Frank Rothwell looks out over a vast Oldham landscape just beneath Pots and Pans, reaching down to a bucket of fish food and filling a mugful to scatter into his pond for the hungry hoards.

He has worked abroad, sailed around the world, climbed Mount Kilimanjaro and twice rowed the Atlantic Ocean for charity, but nowhere is he happier than here. Home.

"It's beautiful isn't it," said Frank, who with wife Judith has been soaking up the scenery there for the last 25 years.

And it is where Darren Royle first set the wheels in motion for the family's takeover of Oldham Athletic with a chance knock on their kitchen door two years ago.

At the time his intention was to seek the businessman's counsel on getting a consortium together.

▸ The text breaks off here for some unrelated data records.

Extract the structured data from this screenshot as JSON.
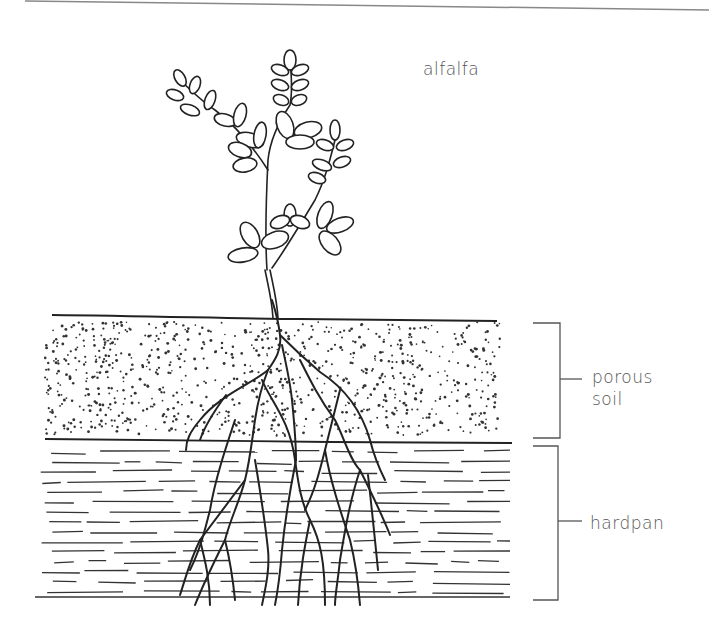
{
  "diagram": {
    "plant_label": "alfalfa",
    "layers": [
      {
        "id": "porous-soil",
        "label_line1": "porous",
        "label_line2": "soil",
        "pattern": "stippled dots"
      },
      {
        "id": "hardpan",
        "label_line1": "hardpan",
        "label_line2": "",
        "pattern": "horizontal dashes"
      }
    ],
    "colors": {
      "ink": "#222222",
      "label": "#555555",
      "bracket": "#555555",
      "background": "#ffffff"
    }
  }
}
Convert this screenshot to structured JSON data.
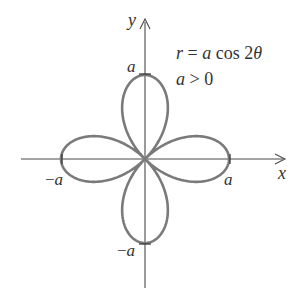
{
  "figure": {
    "equation": {
      "r": "r",
      "eq": " = ",
      "a": "a",
      "cos": " cos 2",
      "theta": "θ"
    },
    "condition": {
      "a": "a",
      "rest": " > 0"
    },
    "axes": {
      "x_label": "x",
      "y_label": "y"
    },
    "tick_labels": {
      "x_pos": "a",
      "x_neg_sign": "−",
      "x_neg": "a",
      "y_pos": "a",
      "y_neg_sign": "−",
      "y_neg": "a"
    },
    "colors": {
      "curve": "#7a7a7a",
      "axes": "#4a4a4a",
      "text": "#333333"
    }
  },
  "chart_data": {
    "type": "polar-curve",
    "equation": "r = a cos 2θ",
    "condition": "a > 0",
    "curve": "four-petaled rose",
    "petals": 4,
    "petal_tips": [
      {
        "label": "a",
        "x": 1,
        "y": 0
      },
      {
        "label": "-a",
        "x": -1,
        "y": 0
      },
      {
        "label": "a",
        "x": 0,
        "y": 1
      },
      {
        "label": "-a",
        "x": 0,
        "y": -1
      }
    ],
    "xlabel": "x",
    "ylabel": "y",
    "xlim": [
      -1.45,
      1.65
    ],
    "ylim": [
      -1.5,
      1.65
    ],
    "grid": false
  }
}
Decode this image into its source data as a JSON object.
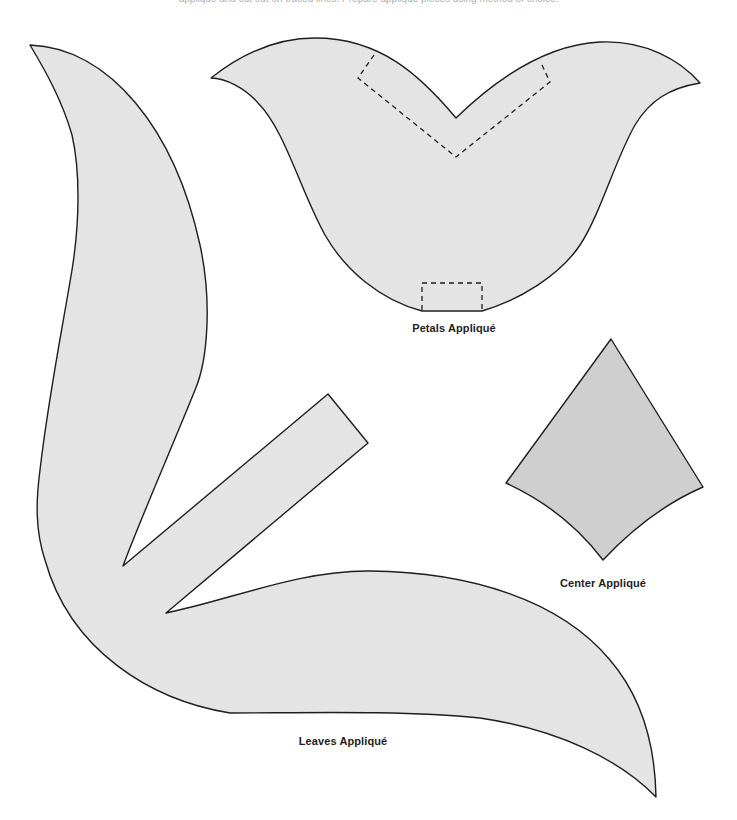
{
  "page": {
    "top_text_remnant": "appliqué and cut out on traced lines. Prepare appliqué pieces using method of choice."
  },
  "pieces": {
    "petals": {
      "label": "Petals Appliqué",
      "fill": "#e4e4e4"
    },
    "center": {
      "label": "Center Appliqué",
      "fill": "#cfcfcf"
    },
    "leaves": {
      "label": "Leaves Appliqué",
      "fill": "#e4e4e4"
    }
  },
  "colors": {
    "outline": "#1e1e1e",
    "background": "#ffffff"
  }
}
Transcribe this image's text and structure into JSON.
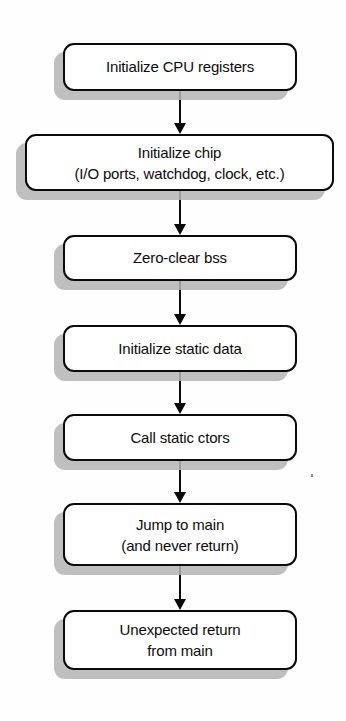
{
  "diagram": {
    "type": "flowchart",
    "orientation": "top-to-bottom",
    "colors": {
      "background": "#fefefe",
      "box_fill": "#ffffff",
      "box_border": "#0a0a0a",
      "box_shadow": "#b5b5b5",
      "text": "#0b0b0b",
      "arrow": "#0a0a0a"
    },
    "nodes": [
      {
        "id": "init-cpu-registers",
        "label": "Initialize CPU registers",
        "lines": [
          "Initialize CPU registers"
        ],
        "shape": "rounded-rectangle",
        "x": 63,
        "y": 43,
        "width": 234,
        "height": 48
      },
      {
        "id": "init-chip",
        "label": "Initialize chip\n(I/O ports, watchdog, clock, etc.)",
        "lines": [
          "Initialize chip",
          "(I/O ports, watchdog, clock, etc.)"
        ],
        "shape": "rounded-rectangle",
        "x": 25,
        "y": 134,
        "width": 309,
        "height": 57
      },
      {
        "id": "zero-clear-bss",
        "label": "Zero-clear bss",
        "lines": [
          "Zero-clear bss"
        ],
        "shape": "rounded-rectangle",
        "x": 63,
        "y": 235,
        "width": 234,
        "height": 46
      },
      {
        "id": "init-static-data",
        "label": "Initialize static data",
        "lines": [
          "Initialize static data"
        ],
        "shape": "rounded-rectangle",
        "x": 63,
        "y": 325,
        "width": 234,
        "height": 47
      },
      {
        "id": "call-static-ctors",
        "label": "Call static ctors",
        "lines": [
          "Call static ctors"
        ],
        "shape": "rounded-rectangle",
        "x": 63,
        "y": 414,
        "width": 234,
        "height": 47
      },
      {
        "id": "jump-to-main",
        "label": "Jump to main\n(and never return)",
        "lines": [
          "Jump to main",
          "(and never return)"
        ],
        "shape": "rounded-rectangle",
        "x": 63,
        "y": 503,
        "width": 234,
        "height": 63
      },
      {
        "id": "unexpected-return",
        "label": "Unexpected return\nfrom main",
        "lines": [
          "Unexpected return",
          "from main"
        ],
        "shape": "rounded-rectangle",
        "x": 63,
        "y": 610,
        "width": 234,
        "height": 60
      }
    ],
    "edges": [
      {
        "id": "edge-1",
        "from": "init-cpu-registers",
        "to": "init-chip",
        "x": 180,
        "y": 91,
        "height": 43,
        "arrowhead": "filled-triangle"
      },
      {
        "id": "edge-2",
        "from": "init-chip",
        "to": "zero-clear-bss",
        "x": 180,
        "y": 191,
        "height": 44,
        "arrowhead": "filled-triangle"
      },
      {
        "id": "edge-3",
        "from": "zero-clear-bss",
        "to": "init-static-data",
        "x": 180,
        "y": 281,
        "height": 44,
        "arrowhead": "filled-triangle"
      },
      {
        "id": "edge-4",
        "from": "init-static-data",
        "to": "call-static-ctors",
        "x": 180,
        "y": 372,
        "height": 42,
        "arrowhead": "filled-triangle"
      },
      {
        "id": "edge-5",
        "from": "call-static-ctors",
        "to": "jump-to-main",
        "x": 180,
        "y": 461,
        "height": 42,
        "arrowhead": "filled-triangle"
      },
      {
        "id": "edge-6",
        "from": "jump-to-main",
        "to": "unexpected-return",
        "x": 180,
        "y": 566,
        "height": 44,
        "arrowhead": "filled-triangle"
      }
    ],
    "artifacts": [
      {
        "id": "scan-speck",
        "x": 311,
        "y": 474
      }
    ]
  }
}
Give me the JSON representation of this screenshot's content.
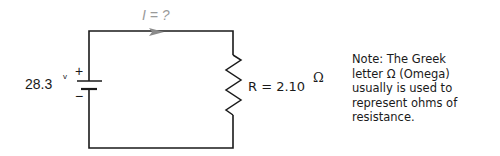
{
  "diagram": {
    "type": "circuit",
    "current_label": "I = ?",
    "battery": {
      "voltage_label": "28.3",
      "unit": "v",
      "plus": "+",
      "minus": "−"
    },
    "resistor": {
      "label": "R = 2.10",
      "unit": "Ω"
    },
    "colors": {
      "wire": "#1a1a1a",
      "current": "#8a8a8a"
    }
  },
  "note": {
    "lines": [
      "Note: The Greek",
      "letter Ω (Omega)",
      "usually is used to",
      "represent ohms of",
      "resistance."
    ]
  }
}
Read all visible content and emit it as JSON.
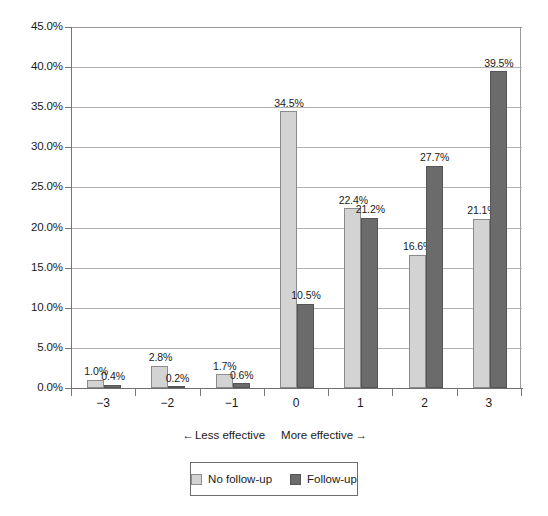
{
  "chart_data": {
    "type": "bar",
    "title": "",
    "subtitle": "",
    "xlabel": "",
    "ylabel": "",
    "categories": [
      "−3",
      "−2",
      "−1",
      "0",
      "1",
      "2",
      "3"
    ],
    "series": [
      {
        "name": "No follow-up",
        "color": "#d3d3d3",
        "values": [
          1.0,
          2.8,
          1.7,
          34.5,
          22.4,
          16.6,
          21.1
        ],
        "labels": [
          "1.0%",
          "2.8%",
          "1.7%",
          "34.5%",
          "22.4%",
          "16.6%",
          "21.1%"
        ]
      },
      {
        "name": "Follow-up",
        "color": "#6b6b6b",
        "values": [
          0.4,
          0.2,
          0.6,
          10.5,
          21.2,
          27.7,
          39.5
        ],
        "labels": [
          "0.4%",
          "0.2%",
          "0.6%",
          "10.5%",
          "21.2%",
          "27.7%",
          "39.5%"
        ]
      }
    ],
    "ylim": [
      0,
      45
    ],
    "ytick_values": [
      0,
      5,
      10,
      15,
      20,
      25,
      30,
      35,
      40,
      45
    ],
    "ytick_labels": [
      "0.0%",
      "5.0%",
      "10.0%",
      "15.0%",
      "20.0%",
      "25.0%",
      "30.0%",
      "35.0%",
      "40.0%",
      "45.0%"
    ],
    "grid": true,
    "legend_position": "bottom",
    "annotations": {
      "less_effective": "Less effective",
      "more_effective": "More effective",
      "left_arrow": "←",
      "right_arrow": "→"
    }
  },
  "legend": {
    "entries": [
      {
        "label": "No follow-up",
        "swatch": "light-gray-swatch"
      },
      {
        "label": "Follow-up",
        "swatch": "dark-gray-swatch"
      }
    ]
  }
}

But the conversation soon went down the path of a Rothwell family project and the rest, as they say, is history.

Frank was supposed to be enjoying retirement, after stepping back from the day to day running of Manchester Cabins and Bunkabin and handing over to his children, Luke Rothwell and Su Schofield. Having embraced the football club and his role as chairman, he says he has never been busier.

But Frank is never not busy. He is dressed in his overalls when I arrive, working on his latest project - a Kiichiro Rothwell, named after Kiichiro Toyoda, the son of Toyota Industries founder Sakichi Toyoda.

Toyota moved into the motor industry when Kiichiro was invited to England by the Platt Brothers, who owned and operated a host of Oldham mills and bought the patent for the Toyoda Model G Loom, which allowed a single worker to operate up to 30 machines and significantly increased productivity, while the £100,000 generated from the sale was used by Kiichiro to start the Toyota Motor Corporation. Establishing RRG - one of the biggest motor dealer groups in the north of England - as the first shirt sponsor post-takeover felt symbolic.

We walk through Frank's workshop, where he is making the replica Toyota parts. The smell of materials and machinery transports me back in time to my metalwork classes at high school.

He shows me the Land Rover he adapted himself to become steam powered. The only one in the world, he assures me.

He is in his element here.

He takes a break and makes a cup of tea. Kettle not quite boiled, teabag soaked for only a few seconds, scooped out, no milk, job done. He doesn't muck about.

But when it comes to Oldham Athletic he has a much more patient and methodical approach.

"If you are struggling in a business you've got to get out of the situation you're in and first of all you've got to survive, and it's the same with the football," he said. "We had to make sure we weren't on a downward spiral and got relegated again.

"Once you survive you've got to consolidate and once you've done that, that's where we are this year now in hindsight, then you can look at expansion, and football expansion is promotion. So it's really important to Oldham Athletic that we get promoted.

"We want to be able to re-open the academy as an EPPP Academy."

For now, though, they are working with a re-modelled version, for 16 to 18-year-olds.

"We're offering a BTech course which looks like it's going from strength to strength," he said.

"The fact that we've got a girls' BTech course as well is absolutely brilliant. We've got enough to have a full team already, and we're really excited about that."

More generally speaking there are plans afoot for the ground; a long-term vision that will not come to fruition overnight but one that, he assures me, will be brilliant for Oldham. It has yet to be finalised so he is not at liberty to divulge more than that. But it is one that he is passionate about, not least because it will have wide-reaching benefits beyond football, and bring more people to Boundary Park.

Providing for the community of Oldham, and attracting more of that community to OL1, are things that Frank is self-driven to do.

"It's an opportunity to give Oldham some good press and make Oldham a better place, and that's what I want to do. I want to get the communities of Oldham together, and one of the ways to break down barriers is through cricket," he explained.

"Oldham Council granted us a £1million playing surface, which allows us to play rugby on there and football and I thought 'why can't we play cricket as well?'.

"So on May Bank Holiday Monday we held cricket matches between men's teams for England, Pakistan, Bangladesh and India, and it was a success.

"There was a women's match too between Werneth and Greenfield and in the morning we had a junior tournament for under 11s, eight teams with four games running at once on the pitch and that was really successful. So depending on the football fixtures around the August Bank Holiday we'll do it again."

By then the 2024/25 season will be under way; a third season outside of the Football League. The desire to return is as strong as ever and the Rothwell family continue to explore ways to support that challenge.

"The infrastructure... I hope everyone can see the changes," said Frank.

"Our losses will be even more this year without the payments from the Football League and Premier League, which is a pain.

"But we want to make the club fully sustainable and not rely on just football to do that. That's our route through.

"It's a long-term project. I wish it was a short-term project but it's not."

Itching to get back to his workshop, the Latics chairman will not shy away from the hard work and the hard yards.